Your Skill Stack: Unlocking Your Value in an AI-Driven World
Discover how your unique combination of skills and experiences creates leverage that AI cannot replace.

Most folks I talk to are trying to figure out how to stay relevant in a world being reshaped by AI. And a lot of them feel stuck.
Some think they need to become more technical. Others believe their current skills won’t matter much in a few years.
But here’s the truth: you already have what you need. You just haven’t looked at it the right way.
One of my favorite frameworks is the idea of skill stacking. The idea is simple: most of us won’t be the best in the world at any single thing. That’s normal. What matters is how you combine what you know.

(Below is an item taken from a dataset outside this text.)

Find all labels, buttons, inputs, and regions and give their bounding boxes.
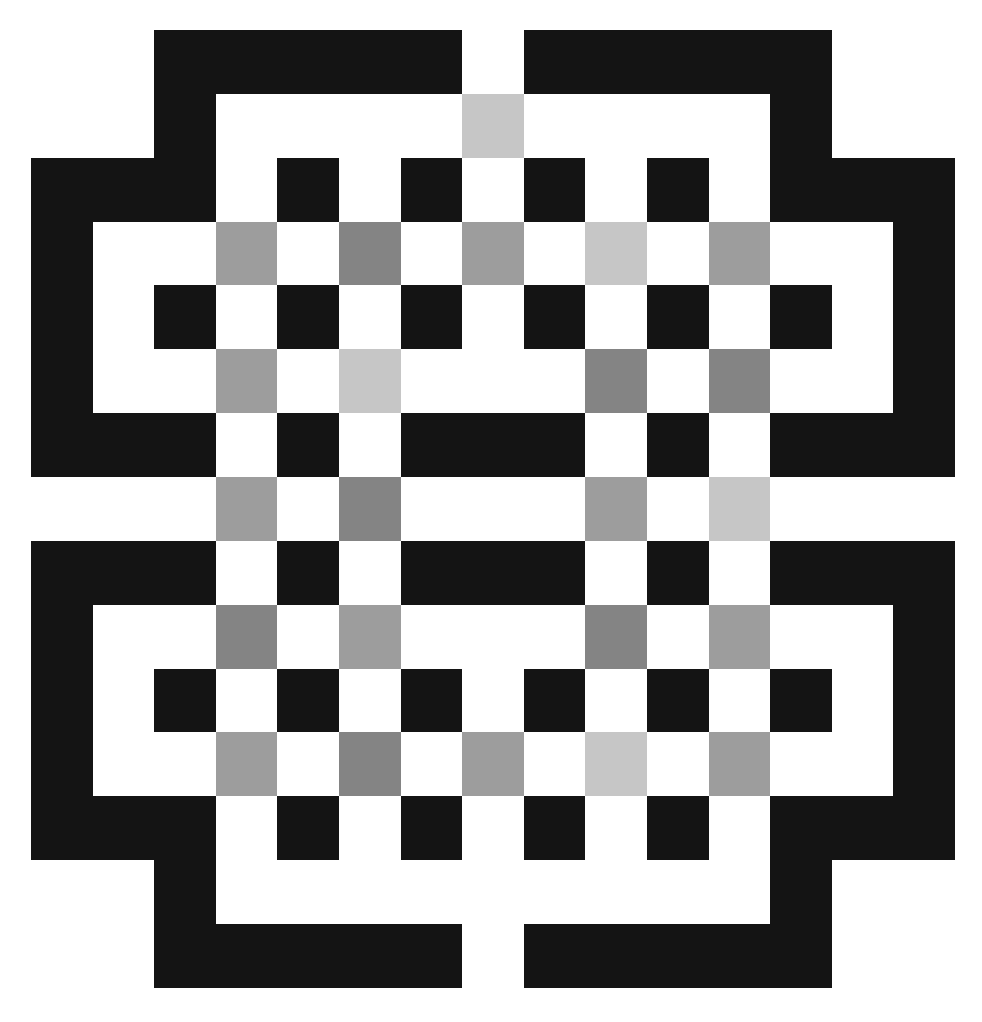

That combination, your unique stack of skills, interests, experiences, and curiosities - is where your real leverage lives.
The problem is most people don’t look at their skills and experience that way. They compartmentalize.
"I used to do marketing."
"I worked in HR."
"I’m decent at writing."
"I like coaching, but I also run ops."
Everything sits in its own mental box. No clear connection. No common thread. So it’s easy to undervalue what you’ve done. You end up focusing on what you’re not, instead of what you already bring to the table.
But if you zoom out and look for patterns, what people come to you for, what you enjoy doing without being asked, what you’ve figured out the hard way -you’ll usually find a theme.
And here’s the part that’s often missed: your stack isn’t limited to what’s on your resume.
Some of your most valuable skills might come from outside your day job.
The podcast you’ve been quietly running for three years.
The parent group you organized from scratch.
The habit of writing short essays on your commute.
The love of strategy you’ve honed through years of coaching youth sports.
These things count. Especially now.
Because in a world where AI can do more and more of the surface-level work, the value is shifting to the human layer. Insight. Taste. Judgment. Context. Creativity. Those things aren’t tied to a job title. They’re built from lived experience.
Your advantage isn’t one skill. It’s the mix only you can bring.
So don’t start by asking what job you need to pivot into. Start by asking what strengths you already have, and how they work together.
That’s your stack.
It’s probably more powerful than you think.
You just need to see it clearly so you can start using it on purpose.